Someone Ate The $120,000 Duct Tape Banana, Again

Italian artist Maurizio Cattelan’s controversial art piece, “Comedian,” made headlines back in 2019 after being sold for $120,000, a hefty price for a piece that is, quite literally, just a banana and a strip of duct tape.

Recently, the pricey fruit was eaten by “hungry” South Korean art student, Noh Huyn-soo, who was filmed casually removing the banana from its place on the wall of Leeum Museum of Art in Seoul, unpeeling and eating the whole thing, in front of a baffled audience of fellow art-lovers. Noh then stuck the empty banana skin back on the wall using the duct tape, before walking away with a cheeky grin.

When the museum asked Noh why he ate the banana, he replied that he was “hungry” after skipping breakfast, according to the Korea Herald. Noh later told the broadcaster KBS that he thought “damaging a work of modern art could also be [interpreted as] artwork” and that he came up with the idea to reattach the peel as “a joke.”

He noted: “I thought it would be interesting … isn’t it taped there to be eaten?”

Noh certainly has a point there; if an ordinary banana can be legitimized as a valuable work of art, than surely its public destruction is contributing to the narrative of the piece. At least, that was the excuse made by artist David Datuna, who also ate the banana back in 2019, describing his snack as “performance art.”

Three editions of “Comedian” were put up for sale at Miami Art Basel, with Datuna famously eating the third. Datuna criticized the artwork for embodying obscene wealth inequality and food insecurity, stating: “I have traveled in 67 countries around the world in the last three years, and I see how people live. Millions are dying without food. Then [Cattelan] puts three bananas on the wall for half a million dollars?”

Datuna went on to release an NFT (non-fungible token) collection of digital art to sell at auction, with the proceeds going to charity; like the duct-tape banana, the NFT trend was heavily criticized, with the pieces seen as absurdly overpriced and easily replicated. Ironically, if there were a digital successor to “Comedian,” NFTs would surely take the crown.

Turns out, it doesn’t really matter if “Comedian” is eaten, because the banana is replaced every three days, for obvious reasons. The banana is like an ongoing “Ship of Theseus” experiment, demonstrating that the original banana and strip of duct tape can be endlessly replaced, but the idea of “Comedian” lives on.

Cattelan, creator of “Comedian,” was reportedly told about the latest incident, and coolly replied: “No problem.”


How to complete this task:
Although the entries hold pictures, only their words are printed back, exactly as given.
--- Task material Enclosed Below ---
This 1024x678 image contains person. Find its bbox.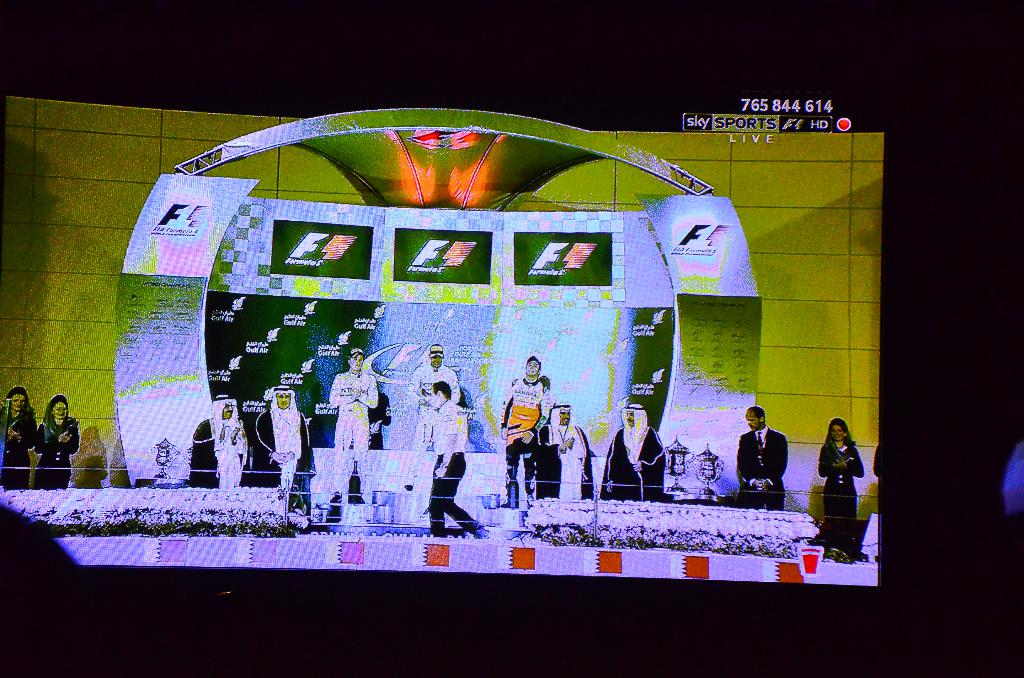
pyautogui.locateOnScreen(185, 392, 244, 492).
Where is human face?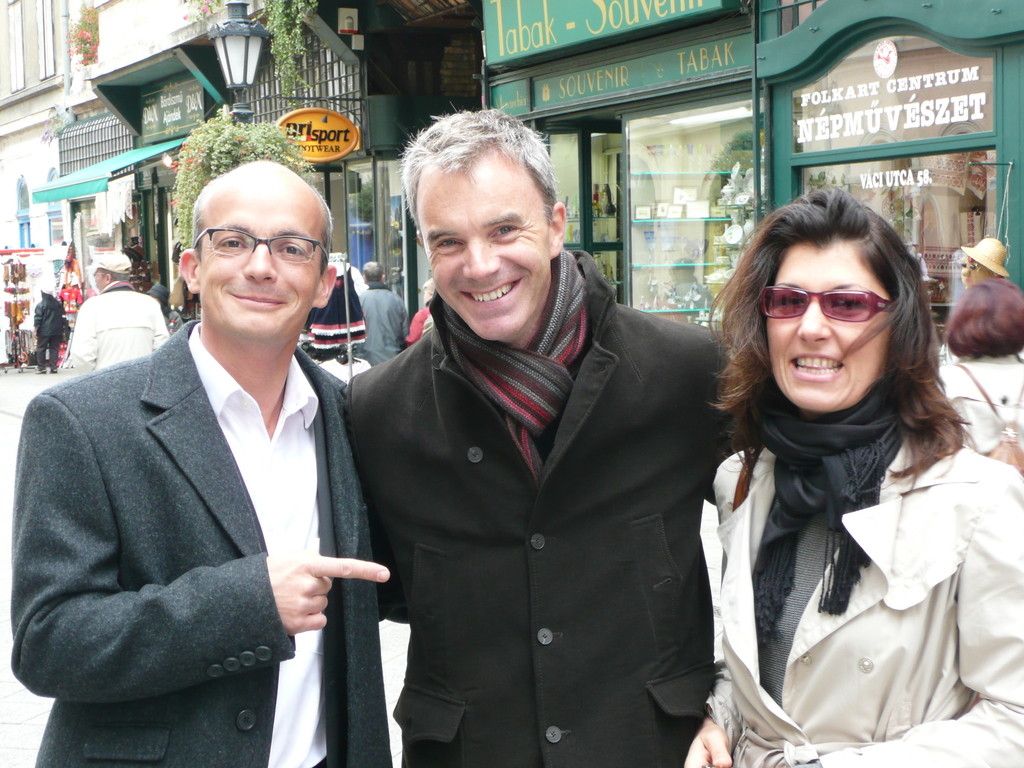
bbox(94, 268, 106, 291).
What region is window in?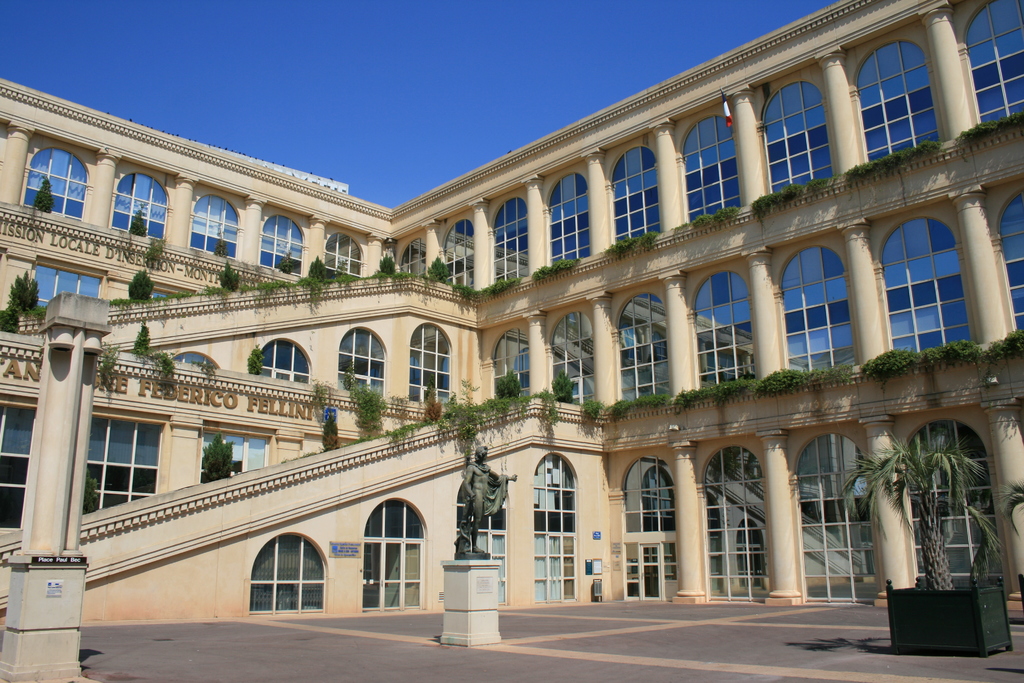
--- End of Enclosed Task material ---
Answer area:
This 1024x678 image contains person. Find its bbox.
pyautogui.locateOnScreen(185, 392, 244, 492).
Where is human face?
bbox(94, 268, 106, 291).
What region is window in?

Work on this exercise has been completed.